Review # 1 was written on 2019-12-31 00:00:00
0was given a rating of 4 stars Kevin Williams
Four and a half star. The book contains two stories of two men. Both are called Martin Law. Both are born in a small Scottish town called Greenock, but they live in very different time. One is a youth in his early twenties who travels with his friends to Riviera in his semester holiday; he never returns; overwhelmed by the easiness of earning money with drugs in the end of nineteen eighties. The other Martin Law is a doctor with dubious education, we never learn whether he is qualified to call himself as such, but this is how he applies for a position of a ship doctor on a slave trader ship in 1698. The two stories are told in alternating chapters, which made the reading burdensome, perhaps because there was such a big difference of period. After three or four chapters I have decided to read the story of young Martin continually, skipping chapters with the 17 century Martin and then I returned to his story. The reading was much easier and I enjoyed the stories more. Young Martin Law's character was pictured so vividly and with such a perfection, it was easy to paint a picture of him in my mind. He was a very self centered creation, everything in his life was judged by him by the degree of satisfaction he was able to fish out of the situation. His love, respectively sex scenes were some times quite steamy and I have realized this was the first time I have read steamy sex scenes told by a man. (His story was written in the first person). In my opinion his chaotic life, his sporadic, predictable haphazard decisions and his preoccupation with girls, whom he viewed purely as objects had hurt his story. I liked the Martin from the 17th century better. He was also running away from Greenock, but we are not told anything of his life before he boarded the ship in Plymouth. The ship ventured to the coast of Africa, for hunting for slaves. The character of this Martin was, in contrast to the young Martin, the opposite, really. He was compassionate, seeking the well being of his fellow seamen and even slaves above his own interest. His intelligence made him to overcome the nasty captain of his ship and he takes over the command.
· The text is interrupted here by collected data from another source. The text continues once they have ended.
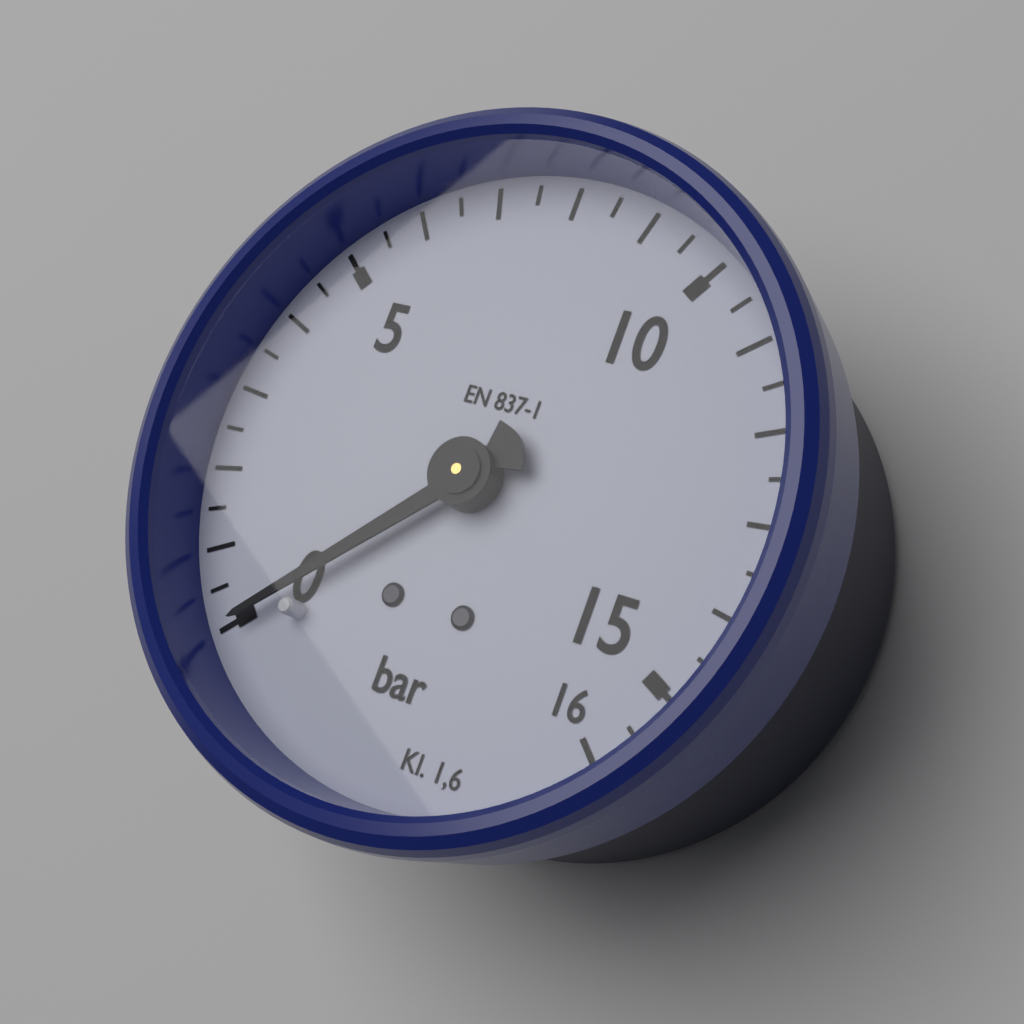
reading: 0.0 bar
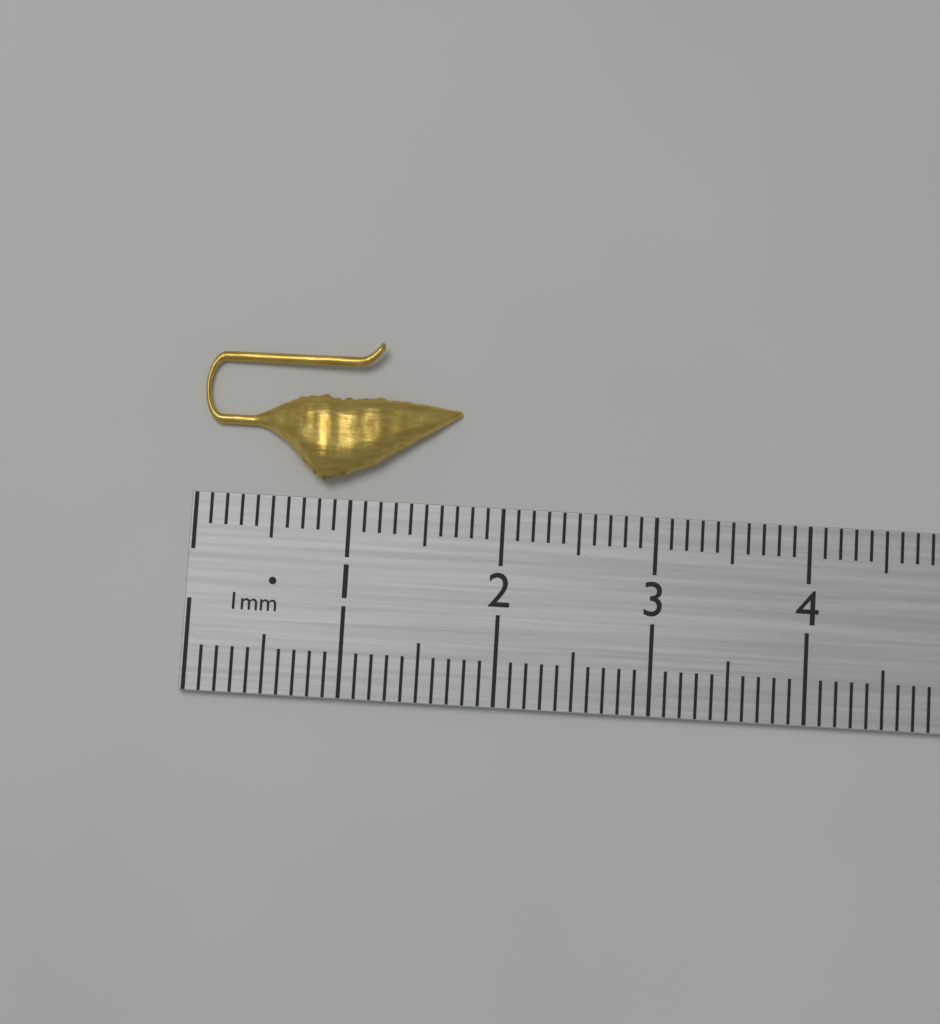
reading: 1.7 cm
He turns his ship and his crew to piracy, because there is no other way for him at that time of history to escape the injustice of slave trade.
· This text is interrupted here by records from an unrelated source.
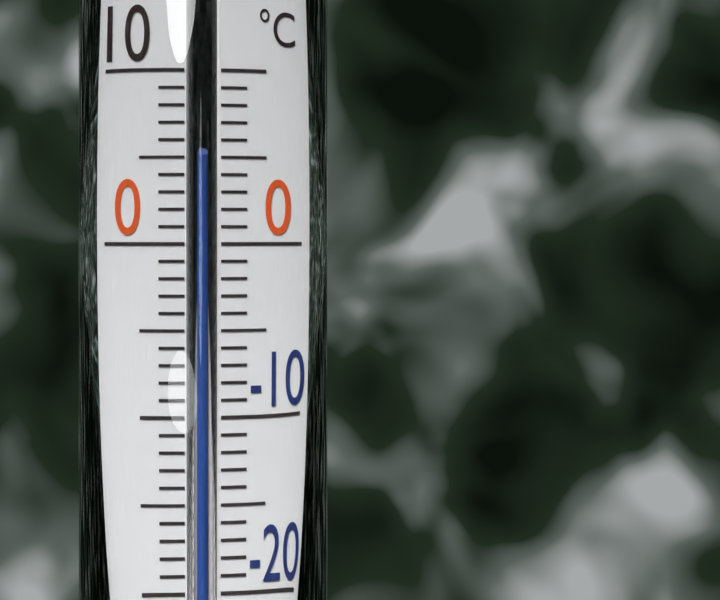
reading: 5 °C
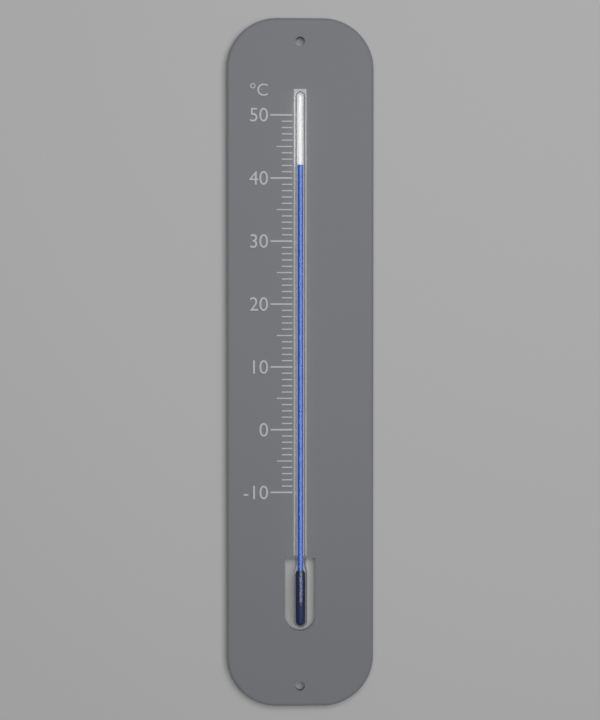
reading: 42 °C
Review # 2 was written on 2019-01-18 00:00:00
0was given a rating of 3 stars Chelsea Cox
Twin plots alternate in this somewhat unfulfilling novel about two Scots named Martin Law who -- in very different times and very different ways -- step outside of the bounds of law-abiding life. The first Martin is a young university student summering in the Riviera with a few classmates in the early 1990s. A chance meeting, coupled with a greater taste for adventure than his pals, leads contemporary Martin to ditch the campground and squat in a posh yacht with his enigmatic and shady new French pal. One thing leads to another, and soon he's ditched his studies and his family, and is into drug dealing, then some strange boating, before finally settling down with a Scandinavian beauty, having a kid, and opening a bar in Marbella. Meanwhile, alternating chapters tell the story of 18th-century Martin, who has completed his studies to become a doctor and signed on to be ship's doctor. The boat is a poorly commanded vessel destined to partake in the slave trade, and it doesn't take long for him to realize that he can't be a party to such evil. Some swashbuckling later, he emerges as a pirate captain. The parallel Martin's are basically good guys who drift into lives of crime, but the twin storylines don't add up to much more than a well-done gimmick.